I used to browse reddit excessively, but then I realized how much more I like HN, and started reading some more books and getting more exercise.
I still check reddit occasionally, (I have multi-reddits set up to aggregate the few things I care about), but I get tired of it pretty quickly because I'd rather be reading a book or going outside, or reading HN.
I like HN more, but my time on here naturally comes to an end when I've seen the 1-3 interesting things on the front page that I might want to read. After I've seen the things that are most interesting, it's more worth my time to do something else.
I have very few news sites in the folder I "open all in tabs" every morning: Google News, /. (I'm nostalgic, it's not terribly useful), HN (via hckrnews.com with Link Visitor to mark as read), and reddit.com/r/science (plus Environment Canada, Michael Geist, and XKCD).
I check those most mornings, then check /. and hckrnews a few times a day.
Sometimes I want more, but I've learned to resist that want. Between HN and Google News, I encounter most of the things I need to know. And, of course, I see news stories in my FB feed, shared by friends, mostly dross, but some few nuggets.
And I never go beyond the first page of any of those (except /., I tend to work back to the last story seen, but that takes very little time).
Imperfect heuristic for validating the I encounter most of the things I need to know statement: Never, not once, has my life been affected in any meaningful way by a story with which I was unfamiliar, I have rarely been surprised professionally by unfamiliar news (I am a security consultant) and never with any impact (interesting, I will look that up and get back to you).

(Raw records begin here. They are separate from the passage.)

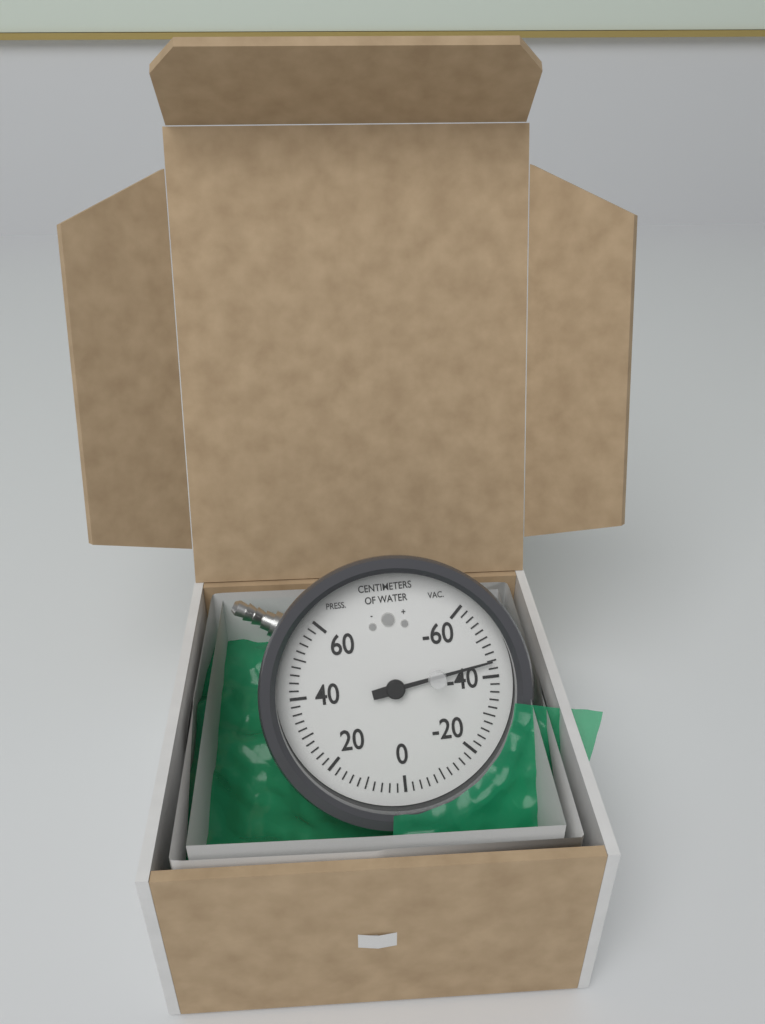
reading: -44 cmH2O
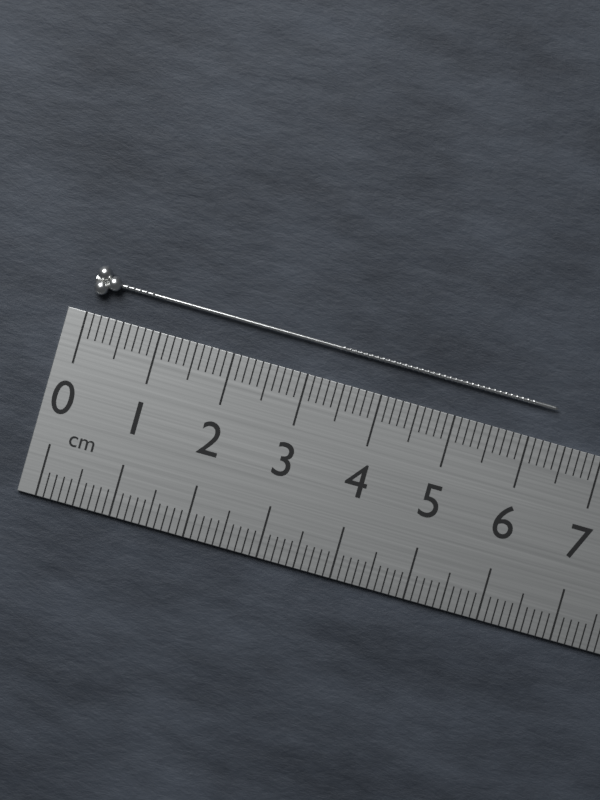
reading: 6.3 cm
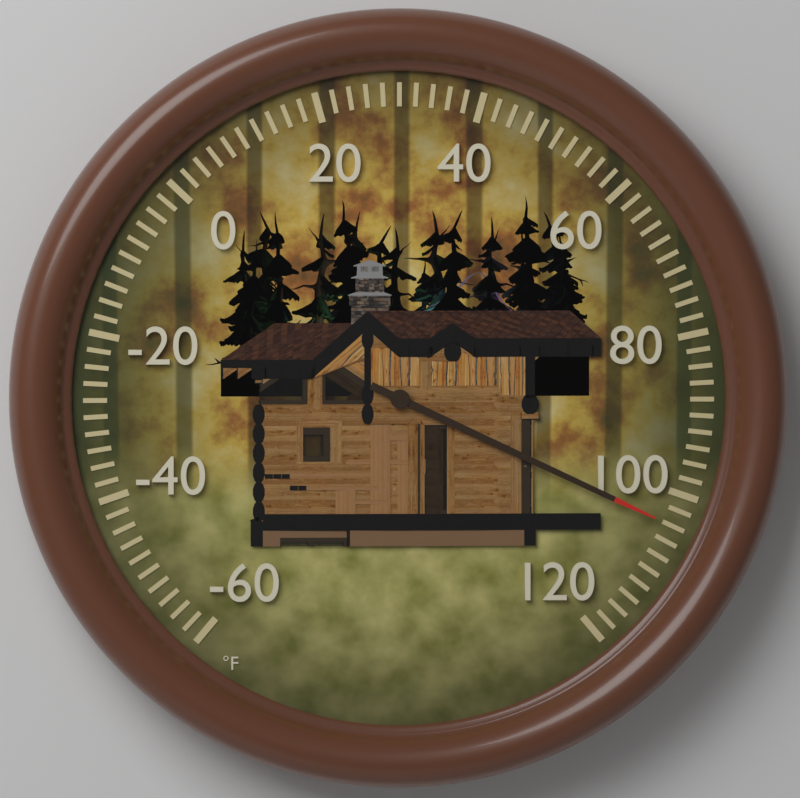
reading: 104 °F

We are all here likely to be voracious readers, curious beyond measure. We. Do. Not. Need. To. Know. Everything. Your brain is likely already full.
As someone else mentioned, willpower helps too, and if you don't have willpower, get a hobby you like, and then start examining how much of your hobby time you spend reading news that has little/no impact on your life.
Note: I have never used RSS, have a twitter account but hardly ever go there, rarely listen to radio news and never watch TV news. I do not seek to optimize the amount of information I consume, I seek for and seem to have found "pretty darned good enough".
The gist of it is to tie a particular sensory experience to a particular action you want to take. Putting a pull-up bar on your bedroom door is a great example - then, every time you go through the door, you can exercise with the pull-up bar. For reddit, you can either trigger off of "opening a reddit tab" or scrolling to the bottom of the current page, and close the tab when that happens.
Another approach is to figure out what you get out of browsing reddit, and finding better ways of getting the same stuff. Odds are it's a combination of a low-risk activity, encountering novel information, and a strategy for not doing things that you "should" do but don't want to. If you're reliably getting safe and interesting information from a reading list and procrastinating through exercise, then you may well find that you've solved the urge to visit reddit.